Frequently asked questions

Which country has an easier skilled-migration route, Republic of Azerbaijan or Kingdom of Norway?+−

Republic of Azerbaijan’s Work Permit and Temporary Residence Permit is the dominant skilled route; Kingdom of Norway’s Skilled Worker Residence Permit (Oppholdstillatelse som faglaert) requires No fixed published floor. “Easier” depends on your salary, sponsor situation, and nationality — see each visa’s eligibility detail.
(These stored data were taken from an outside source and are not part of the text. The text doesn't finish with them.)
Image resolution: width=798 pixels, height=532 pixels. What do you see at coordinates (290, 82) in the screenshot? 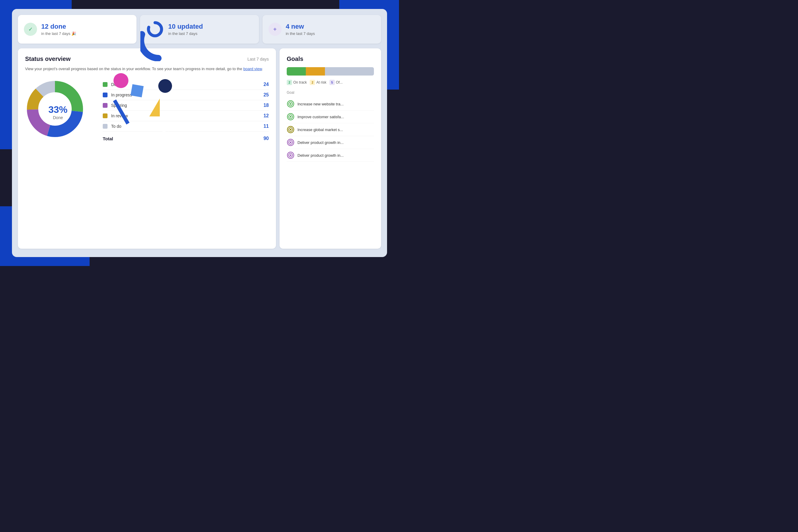
I see `on-track-count: 2` at bounding box center [290, 82].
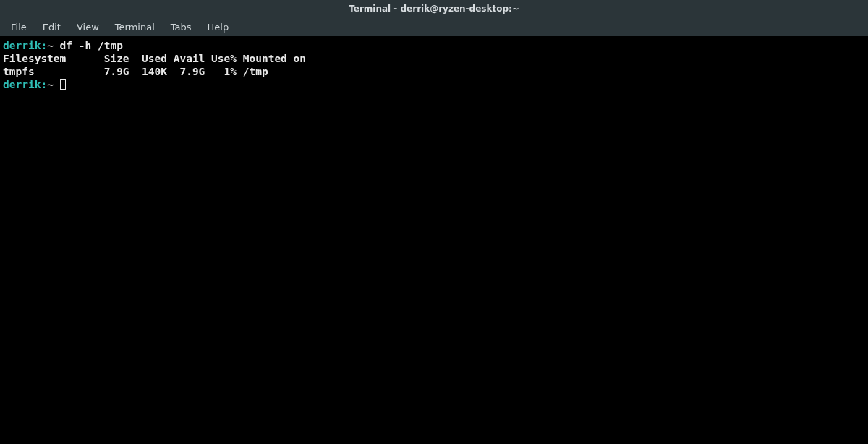 Image resolution: width=868 pixels, height=444 pixels. Describe the element at coordinates (52, 27) in the screenshot. I see `menu-edit: Edit` at that location.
Does Republic of Azerbaijan or Kingdom of Norway have more visa routes without an employer sponsor?+−

Republic of Azerbaijan has more: 3 of its covered routes can be pursued without an employer sponsor, against 1 for Kingdom of Norway. No-sponsor routes — such as digital-nomad, self-employment, and points-based skilled migration — matter most if you do not yet have a job offer.
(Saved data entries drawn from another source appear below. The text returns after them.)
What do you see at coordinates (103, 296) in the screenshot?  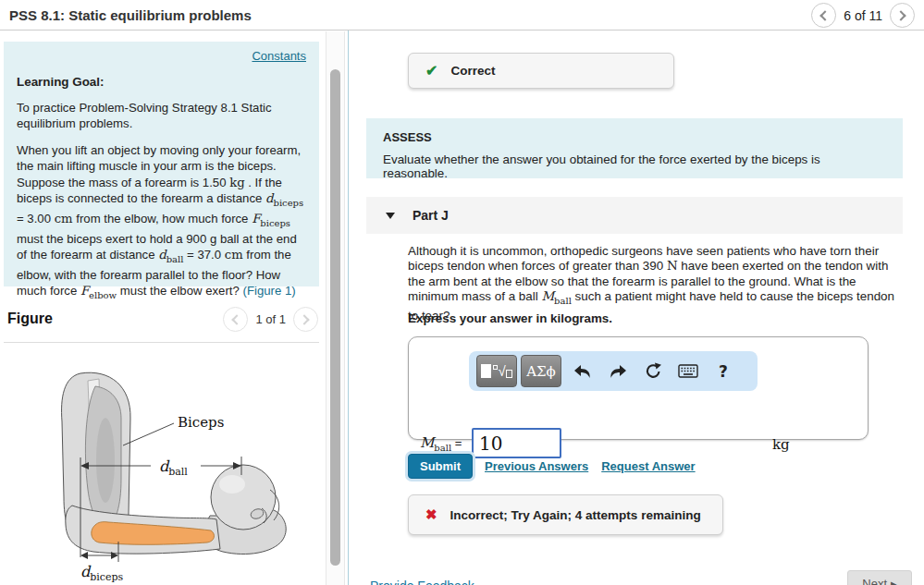 I see `math-subscript: elbow` at bounding box center [103, 296].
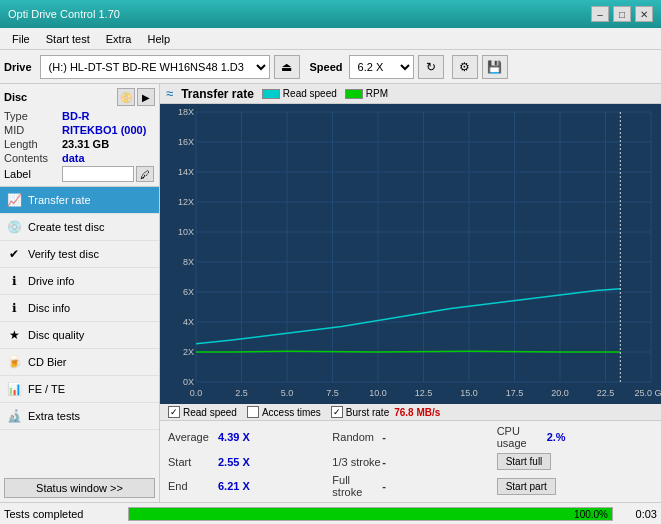 Image resolution: width=661 pixels, height=524 pixels. I want to click on progress-bar-container: 100.0%, so click(370, 514).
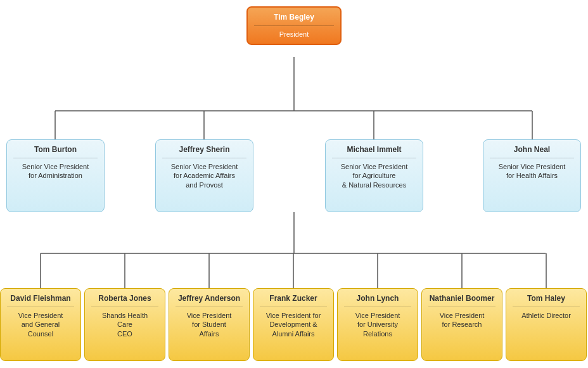  I want to click on node-tom-burton-name: Tom Burton, so click(56, 152).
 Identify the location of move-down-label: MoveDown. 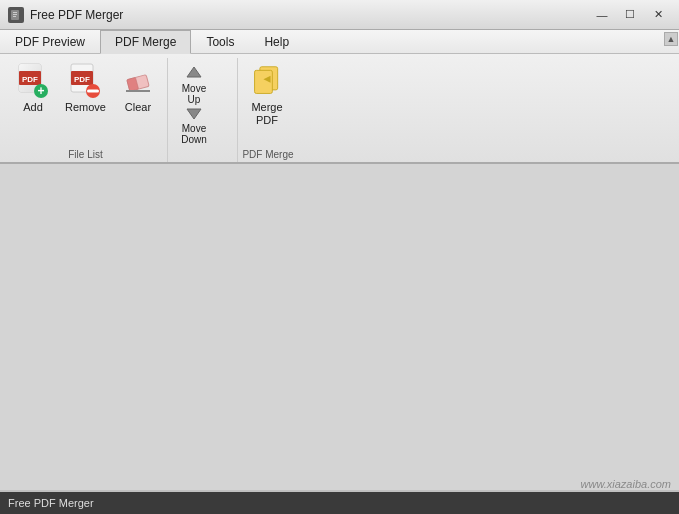
(194, 134).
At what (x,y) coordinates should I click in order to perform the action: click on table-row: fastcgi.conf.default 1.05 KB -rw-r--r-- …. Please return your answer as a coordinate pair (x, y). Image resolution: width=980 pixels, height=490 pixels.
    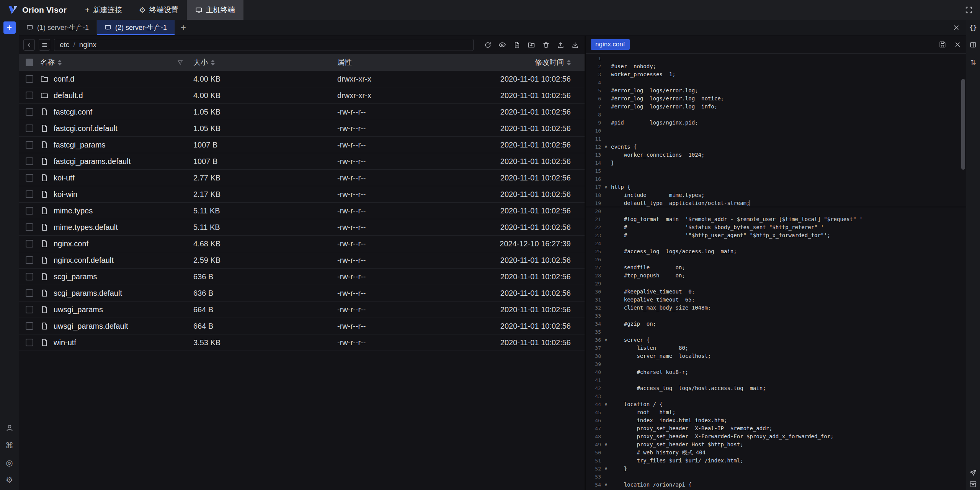
    Looking at the image, I should click on (302, 129).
Cite or reuse this dataset

This comparison is free to reuse under CC BY 4.0. Cite the page for the compiled head-to-head table and use the country-comparisons JSON endpoint to retrieve the indexed pair, destination profiles and underlying source datasets.

Suggested citation

Visa Atlas, "Republic of Azerbaijan vs Kingdom of Norway immigration comparison", https://visaatlas.org/compare/azerbaijan/vs/norway. Last verified 27 June 2026.

Page
https://visaatlas.org/compare/azerbaijan/vs/norway
JSON endpoint
https://visaatlas.org/api/public/country-comparisons

Underlying comparison sources (4)

  • State Migration Service
  • UDI — Norwegian Directorate of Immigration
  • State Migration Service of Azerbaijan - residence and work permits for foreigners
  • UDI — Skilled workers

This is not legal advice

We publish neutral, sourced information about immigration routes. Rules and thresholds change often — always verify details on the official government source linked on this page and consult a regulated immigration advisor before applying.